>>>

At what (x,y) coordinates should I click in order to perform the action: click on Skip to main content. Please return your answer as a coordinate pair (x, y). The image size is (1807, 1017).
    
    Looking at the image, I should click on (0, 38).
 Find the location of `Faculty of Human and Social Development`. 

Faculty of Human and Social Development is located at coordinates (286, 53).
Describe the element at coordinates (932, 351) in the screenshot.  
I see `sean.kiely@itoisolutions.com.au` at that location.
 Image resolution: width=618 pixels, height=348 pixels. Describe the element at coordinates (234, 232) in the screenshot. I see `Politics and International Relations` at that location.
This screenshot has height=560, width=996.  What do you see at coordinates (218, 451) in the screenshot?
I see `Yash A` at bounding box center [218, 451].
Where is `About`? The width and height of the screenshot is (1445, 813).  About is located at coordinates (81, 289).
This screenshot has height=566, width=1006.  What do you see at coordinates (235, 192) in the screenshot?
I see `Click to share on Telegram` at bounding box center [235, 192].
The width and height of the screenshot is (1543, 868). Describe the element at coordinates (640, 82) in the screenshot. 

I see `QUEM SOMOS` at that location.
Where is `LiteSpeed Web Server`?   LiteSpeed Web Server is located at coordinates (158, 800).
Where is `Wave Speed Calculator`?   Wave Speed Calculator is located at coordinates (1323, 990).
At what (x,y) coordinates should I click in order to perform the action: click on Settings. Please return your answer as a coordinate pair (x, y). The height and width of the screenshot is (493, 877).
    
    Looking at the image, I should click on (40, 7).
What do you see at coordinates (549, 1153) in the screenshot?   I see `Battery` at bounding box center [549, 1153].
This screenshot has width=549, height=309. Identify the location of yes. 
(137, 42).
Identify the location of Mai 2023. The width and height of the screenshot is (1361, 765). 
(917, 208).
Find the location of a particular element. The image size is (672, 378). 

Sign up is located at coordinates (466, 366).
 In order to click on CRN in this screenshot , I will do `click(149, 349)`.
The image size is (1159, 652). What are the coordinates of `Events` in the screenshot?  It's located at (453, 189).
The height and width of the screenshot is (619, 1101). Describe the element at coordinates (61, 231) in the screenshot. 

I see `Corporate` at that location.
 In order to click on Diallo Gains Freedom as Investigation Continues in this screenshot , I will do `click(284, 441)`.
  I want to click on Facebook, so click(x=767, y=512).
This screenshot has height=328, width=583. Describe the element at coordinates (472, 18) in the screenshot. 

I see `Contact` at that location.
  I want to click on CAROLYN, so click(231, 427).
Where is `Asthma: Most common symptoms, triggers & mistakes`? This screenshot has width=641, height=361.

<<<

◆ WHAT TO PRODUCE
Return all of the data exactly as it reads.

◆ ANSWER
At what (x,y) coordinates should I click in order to perform the action: click on Skip to main content. Please return your answer as a coordinate pair (x, y). The image size is (1807, 1017).
    
    Looking at the image, I should click on (0, 38).
 Find the location of `Faculty of Human and Social Development`. 

Faculty of Human and Social Development is located at coordinates (286, 53).
Describe the element at coordinates (932, 351) in the screenshot.  
I see `sean.kiely@itoisolutions.com.au` at that location.
 Image resolution: width=618 pixels, height=348 pixels. Describe the element at coordinates (234, 232) in the screenshot. I see `Politics and International Relations` at that location.
This screenshot has height=560, width=996.  What do you see at coordinates (218, 451) in the screenshot?
I see `Yash A` at bounding box center [218, 451].
Where is `About`? The width and height of the screenshot is (1445, 813).  About is located at coordinates (81, 289).
This screenshot has height=566, width=1006.  What do you see at coordinates (235, 192) in the screenshot?
I see `Click to share on Telegram` at bounding box center [235, 192].
The width and height of the screenshot is (1543, 868). Describe the element at coordinates (640, 82) in the screenshot. 

I see `QUEM SOMOS` at that location.
Where is `LiteSpeed Web Server`?   LiteSpeed Web Server is located at coordinates (158, 800).
Where is `Wave Speed Calculator`?   Wave Speed Calculator is located at coordinates (1323, 990).
At what (x,y) coordinates should I click in order to perform the action: click on Settings. Please return your answer as a coordinate pair (x, y). The height and width of the screenshot is (493, 877).
    
    Looking at the image, I should click on (40, 7).
What do you see at coordinates (549, 1153) in the screenshot?   I see `Battery` at bounding box center [549, 1153].
This screenshot has width=549, height=309. Identify the location of yes. 
(137, 42).
Identify the location of Mai 2023. The width and height of the screenshot is (1361, 765). 
(917, 208).
Find the location of a particular element. The image size is (672, 378). 

Sign up is located at coordinates (466, 366).
 In order to click on CRN in this screenshot , I will do `click(149, 349)`.
The image size is (1159, 652). What are the coordinates of `Events` in the screenshot?  It's located at (453, 189).
The height and width of the screenshot is (619, 1101). Describe the element at coordinates (61, 231) in the screenshot. 

I see `Corporate` at that location.
 In order to click on Diallo Gains Freedom as Investigation Continues in this screenshot , I will do `click(284, 441)`.
  I want to click on Facebook, so click(x=767, y=512).
This screenshot has height=328, width=583. Describe the element at coordinates (472, 18) in the screenshot. 

I see `Contact` at that location.
  I want to click on CAROLYN, so click(231, 427).
Where is `Asthma: Most common symptoms, triggers & mistakes`? This screenshot has width=641, height=361.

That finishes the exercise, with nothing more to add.